GLOBAL A Mixed Bag

Closing the input stage of the World Humanitarian Summit

By Gareth Price-Jones, CARE’s Senior Humanitarian Policy Coordinator

I’ve been privileged to join the final World Humanitarian Summit Regional Consultation in South and Central Asia this week in Dushanbe, Tajikistan, and all in all it has been a mixed bag.

As my colleague Barbara Jackson reported from the Europe Consultation here, the process can be problematic, and this time we’ve again had our share of contributors who have a set line they want to get included, whether or not it contributes to the discussion at hand (Full disclosure: ours concerns the criticality of an integrated approach to gender in response). However, lessons have been learnt and the agenda has given us space to engage in more depth than was the case in earlier consultations. We’ve also been building on that work, with summaries of earlier consultations ready to hand and a willingness to defer to the work already done where there is a close similarity.

This consultation is one of the smaller ones, with 132 participants, but it’s still a big and very diverse group ranging from Foreign and Disaster Management Ministry representatives, NGO types like me, many UN colleagues and a too-small smattering of inspirational people from small local organisations, youth groups and affected communities. As someone who has worked in the region for many years, I’ve enjoyed meeting old friends and catching up on developments, but getting such a diverse group to agree a few prioritised objectives at the next big meeting in October will not be easy.

Who’s a donor and who’s not?

The challenge remains ensuring that our often jargon-filled discussions result in concrete propositions that will genuinely change things for affected people. One of the proposals I was most excited about is a call to better capture the resources affected countries spend on humanitarian assistance within their own borders, to their own people and refugees. Doing this sounds like boring accounting, but could potentially change the dynamic from supplicant ‘poor’ countries requesting assistance from the ‘rich’ world, to a much more balanced recognition that we’re all part of a global partnership to address global humanitarian challenges – affected countries such as Ethiopia, Jordan, Lebanon, Kenya and Pakistan who have hosted multi-million refugee populations, sometimes for decades, would almost certainly be recognised as major donors, something that would put Europe’s current ‘refugee crisis’ in context. It could be a real game-changer.

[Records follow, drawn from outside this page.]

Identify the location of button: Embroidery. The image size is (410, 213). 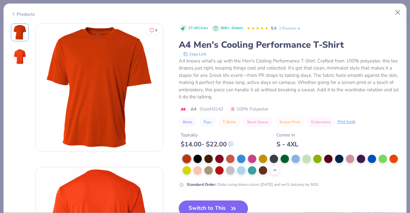
(321, 122).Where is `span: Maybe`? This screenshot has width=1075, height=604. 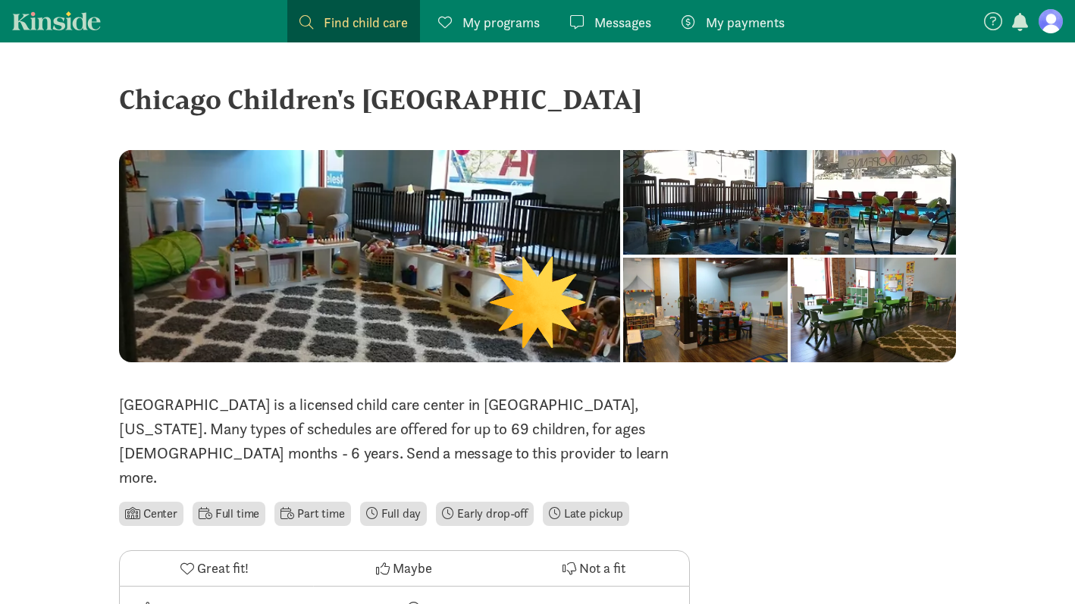
span: Maybe is located at coordinates (412, 568).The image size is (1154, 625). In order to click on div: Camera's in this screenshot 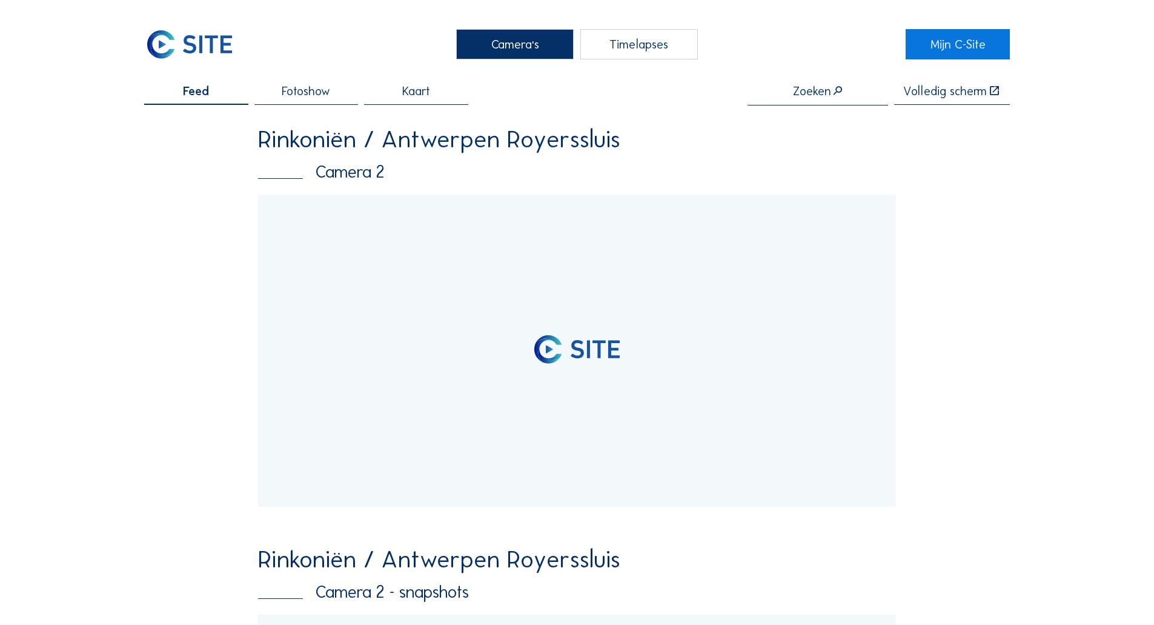, I will do `click(515, 44)`.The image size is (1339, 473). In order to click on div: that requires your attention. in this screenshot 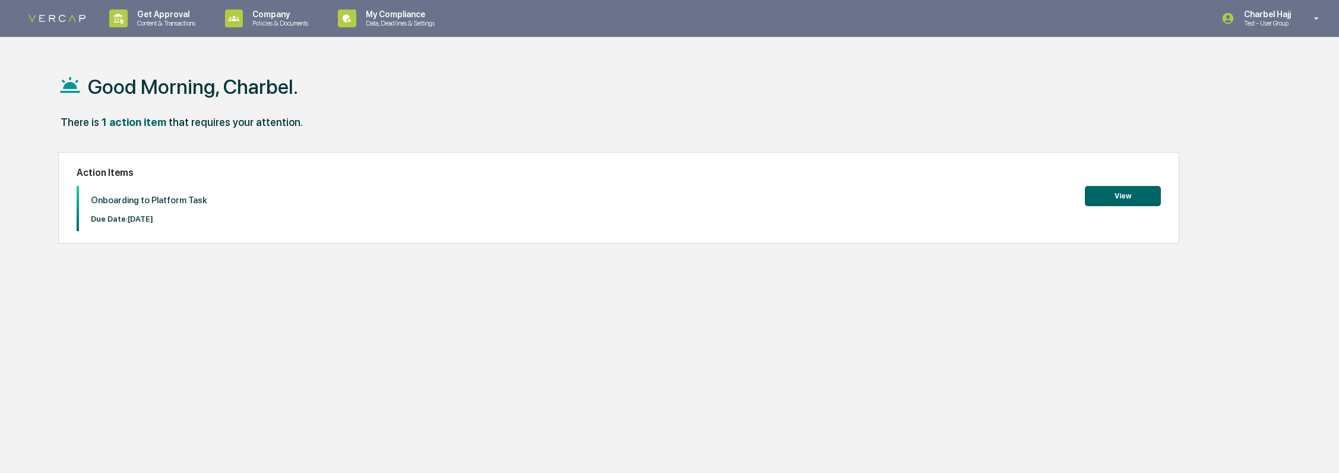, I will do `click(236, 122)`. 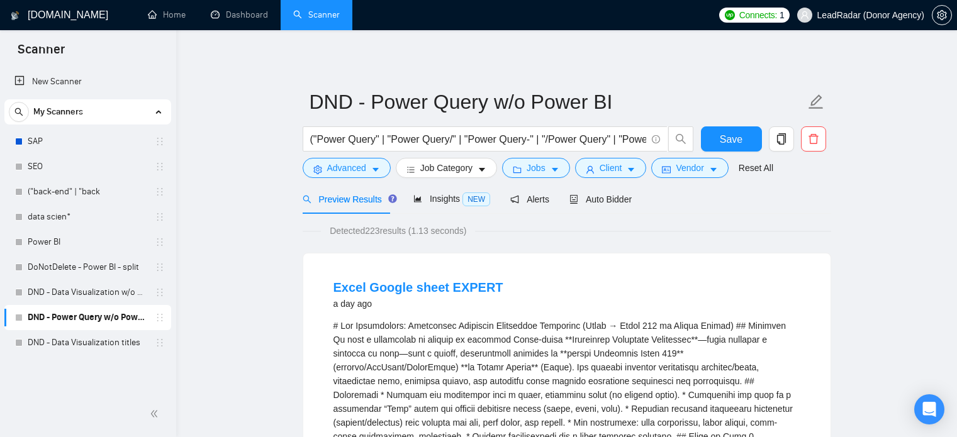 I want to click on a: DND - Data Visualization titles, so click(x=87, y=343).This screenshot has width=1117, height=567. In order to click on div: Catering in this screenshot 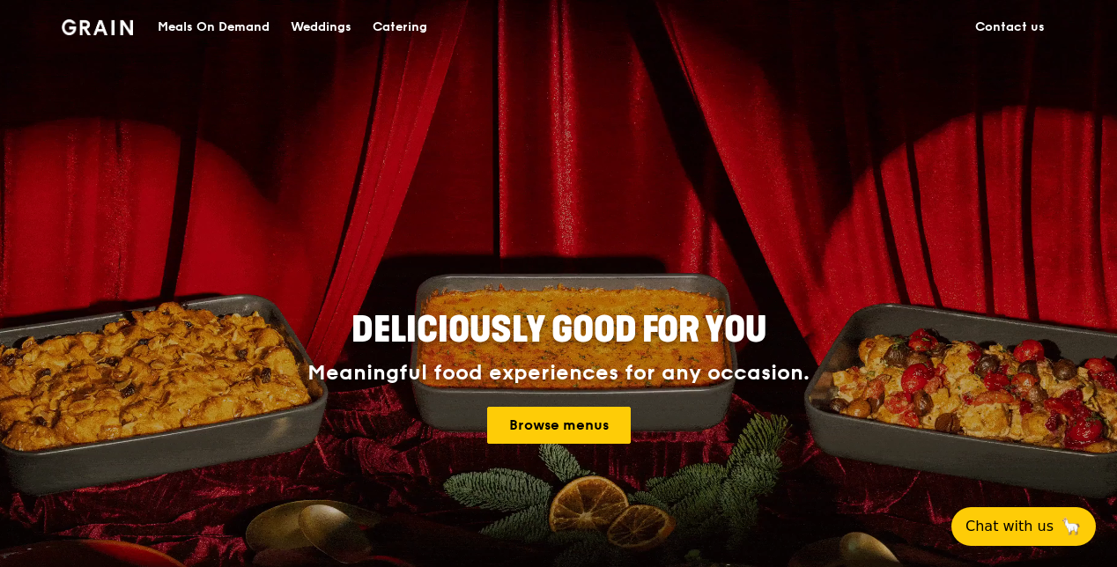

Other sessions were less inspirational, but as one participant pointed out to me, the networks, discussions and new thinking this process has fostered are already driving change amongst humanitarians – for our part CARE recently updated our humanitarian strategy to reflect the changing humanitarian world.

A call to global leaders: address the root causes!

With the old chestnut that ‘there are no humanitarian solutions to humanitarian issues’ increasingly bandied about, there is a shared recognition that even with the most innovative financing solutions and cost-effective, high-tech methods of delivery, no amount of aid can meet the needs of people in place like Pakistan, Bangladesh, Yemen, Syria and South Sudan. Only a political commitment by UN Member States to prepare for disasters and push through political solutions to the conflicts will do the job to anything like the levels required.

Personally, I’m increasingly convinced that the real achievement of the World Humanitarian Summit will not be tweaks to the humanitarian ‘system’ – rather, it must be coordinating a strident and discomfiting call from humanitarians everywhere to global political leaders that galvanises the world into addressing the political root causes that result in the ‘cascade of catastrophes’ we face today.